== Segment start ==

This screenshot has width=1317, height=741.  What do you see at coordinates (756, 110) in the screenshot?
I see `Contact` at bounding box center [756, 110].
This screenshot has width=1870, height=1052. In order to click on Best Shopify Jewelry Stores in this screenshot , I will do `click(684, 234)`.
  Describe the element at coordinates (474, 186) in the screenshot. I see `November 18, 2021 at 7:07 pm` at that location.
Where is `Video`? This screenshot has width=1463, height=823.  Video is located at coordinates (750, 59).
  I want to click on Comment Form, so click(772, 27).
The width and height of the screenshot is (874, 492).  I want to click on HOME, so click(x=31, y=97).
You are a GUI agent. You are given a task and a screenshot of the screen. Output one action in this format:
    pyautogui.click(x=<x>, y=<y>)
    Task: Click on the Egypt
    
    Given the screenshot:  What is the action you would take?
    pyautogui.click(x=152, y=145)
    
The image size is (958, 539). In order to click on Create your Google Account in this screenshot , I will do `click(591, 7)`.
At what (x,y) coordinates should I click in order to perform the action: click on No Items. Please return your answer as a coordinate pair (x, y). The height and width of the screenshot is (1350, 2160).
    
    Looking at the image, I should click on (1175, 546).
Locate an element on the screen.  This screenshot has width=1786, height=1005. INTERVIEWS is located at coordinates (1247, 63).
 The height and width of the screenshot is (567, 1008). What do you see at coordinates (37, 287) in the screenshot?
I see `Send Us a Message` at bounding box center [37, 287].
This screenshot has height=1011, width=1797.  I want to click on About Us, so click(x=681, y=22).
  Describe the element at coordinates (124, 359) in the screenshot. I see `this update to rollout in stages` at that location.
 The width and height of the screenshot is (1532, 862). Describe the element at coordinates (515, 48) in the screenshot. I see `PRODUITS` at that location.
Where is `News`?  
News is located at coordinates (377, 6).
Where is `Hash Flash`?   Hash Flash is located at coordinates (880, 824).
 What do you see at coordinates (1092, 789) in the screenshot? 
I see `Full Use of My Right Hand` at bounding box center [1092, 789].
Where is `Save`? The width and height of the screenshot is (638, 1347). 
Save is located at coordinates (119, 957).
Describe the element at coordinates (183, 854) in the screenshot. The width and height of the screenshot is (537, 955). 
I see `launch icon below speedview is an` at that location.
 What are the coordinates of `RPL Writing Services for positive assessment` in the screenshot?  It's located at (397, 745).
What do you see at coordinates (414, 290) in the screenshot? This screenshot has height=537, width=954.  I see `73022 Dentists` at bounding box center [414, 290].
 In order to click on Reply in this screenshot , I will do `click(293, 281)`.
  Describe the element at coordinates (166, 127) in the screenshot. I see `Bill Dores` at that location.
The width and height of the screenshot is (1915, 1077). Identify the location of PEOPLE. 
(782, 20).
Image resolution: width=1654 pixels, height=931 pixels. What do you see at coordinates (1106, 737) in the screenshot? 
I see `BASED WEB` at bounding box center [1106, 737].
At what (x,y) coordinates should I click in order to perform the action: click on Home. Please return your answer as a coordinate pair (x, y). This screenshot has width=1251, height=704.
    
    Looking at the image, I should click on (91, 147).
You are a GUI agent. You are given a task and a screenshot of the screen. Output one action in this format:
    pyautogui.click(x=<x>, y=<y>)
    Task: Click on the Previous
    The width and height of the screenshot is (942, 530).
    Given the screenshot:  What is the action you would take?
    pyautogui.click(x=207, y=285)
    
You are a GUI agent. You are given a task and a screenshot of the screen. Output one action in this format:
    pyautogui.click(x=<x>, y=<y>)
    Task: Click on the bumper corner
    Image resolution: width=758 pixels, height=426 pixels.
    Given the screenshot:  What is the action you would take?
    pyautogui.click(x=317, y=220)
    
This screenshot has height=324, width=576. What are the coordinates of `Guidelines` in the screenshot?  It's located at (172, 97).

== Segment end ==

Every entry is to be restated word for word, with nothing dropped.

This screenshot has width=1317, height=741.  What do you see at coordinates (756, 110) in the screenshot?
I see `Contact` at bounding box center [756, 110].
This screenshot has width=1870, height=1052. In order to click on Best Shopify Jewelry Stores in this screenshot , I will do `click(684, 234)`.
  Describe the element at coordinates (474, 186) in the screenshot. I see `November 18, 2021 at 7:07 pm` at that location.
Where is `Video`? This screenshot has width=1463, height=823.  Video is located at coordinates (750, 59).
  I want to click on Comment Form, so click(772, 27).
The width and height of the screenshot is (874, 492).  I want to click on HOME, so click(x=31, y=97).
You are a GUI agent. You are given a task and a screenshot of the screen. Output one action in this format:
    pyautogui.click(x=<x>, y=<y>)
    Task: Click on the Egypt
    
    Given the screenshot:  What is the action you would take?
    pyautogui.click(x=152, y=145)
    
The image size is (958, 539). In order to click on Create your Google Account in this screenshot , I will do `click(591, 7)`.
At what (x,y) coordinates should I click in order to perform the action: click on No Items. Please return your answer as a coordinate pair (x, y). The height and width of the screenshot is (1350, 2160).
    
    Looking at the image, I should click on (1175, 546).
Locate an element on the screen.  This screenshot has width=1786, height=1005. INTERVIEWS is located at coordinates (1247, 63).
 The height and width of the screenshot is (567, 1008). What do you see at coordinates (37, 287) in the screenshot?
I see `Send Us a Message` at bounding box center [37, 287].
This screenshot has height=1011, width=1797.  I want to click on About Us, so click(x=681, y=22).
  Describe the element at coordinates (124, 359) in the screenshot. I see `this update to rollout in stages` at that location.
 The width and height of the screenshot is (1532, 862). Describe the element at coordinates (515, 48) in the screenshot. I see `PRODUITS` at that location.
Where is `News`?  
News is located at coordinates (377, 6).
Where is `Hash Flash`?   Hash Flash is located at coordinates (880, 824).
 What do you see at coordinates (1092, 789) in the screenshot? 
I see `Full Use of My Right Hand` at bounding box center [1092, 789].
Where is `Save`? The width and height of the screenshot is (638, 1347). 
Save is located at coordinates (119, 957).
Describe the element at coordinates (183, 854) in the screenshot. The width and height of the screenshot is (537, 955). 
I see `launch icon below speedview is an` at that location.
 What are the coordinates of `RPL Writing Services for positive assessment` in the screenshot?  It's located at (397, 745).
What do you see at coordinates (414, 290) in the screenshot? This screenshot has height=537, width=954.  I see `73022 Dentists` at bounding box center [414, 290].
 In order to click on Reply in this screenshot , I will do `click(293, 281)`.
  Describe the element at coordinates (166, 127) in the screenshot. I see `Bill Dores` at that location.
The width and height of the screenshot is (1915, 1077). Identify the location of PEOPLE. 
(782, 20).
Image resolution: width=1654 pixels, height=931 pixels. What do you see at coordinates (1106, 737) in the screenshot? 
I see `BASED WEB` at bounding box center [1106, 737].
At what (x,y) coordinates should I click in order to perform the action: click on Home. Please return your answer as a coordinate pair (x, y). This screenshot has width=1251, height=704.
    
    Looking at the image, I should click on (91, 147).
You are a GUI agent. You are given a task and a screenshot of the screen. Output one action in this format:
    pyautogui.click(x=<x>, y=<y>)
    Task: Click on the Previous
    The width and height of the screenshot is (942, 530).
    Given the screenshot:  What is the action you would take?
    pyautogui.click(x=207, y=285)
    
You are a GUI agent. You are given a task and a screenshot of the screen. Output one action in this format:
    pyautogui.click(x=<x>, y=<y>)
    Task: Click on the bumper corner
    Image resolution: width=758 pixels, height=426 pixels.
    Given the screenshot:  What is the action you would take?
    pyautogui.click(x=317, y=220)
    
This screenshot has height=324, width=576. What are the coordinates of `Guidelines` in the screenshot?  It's located at (172, 97).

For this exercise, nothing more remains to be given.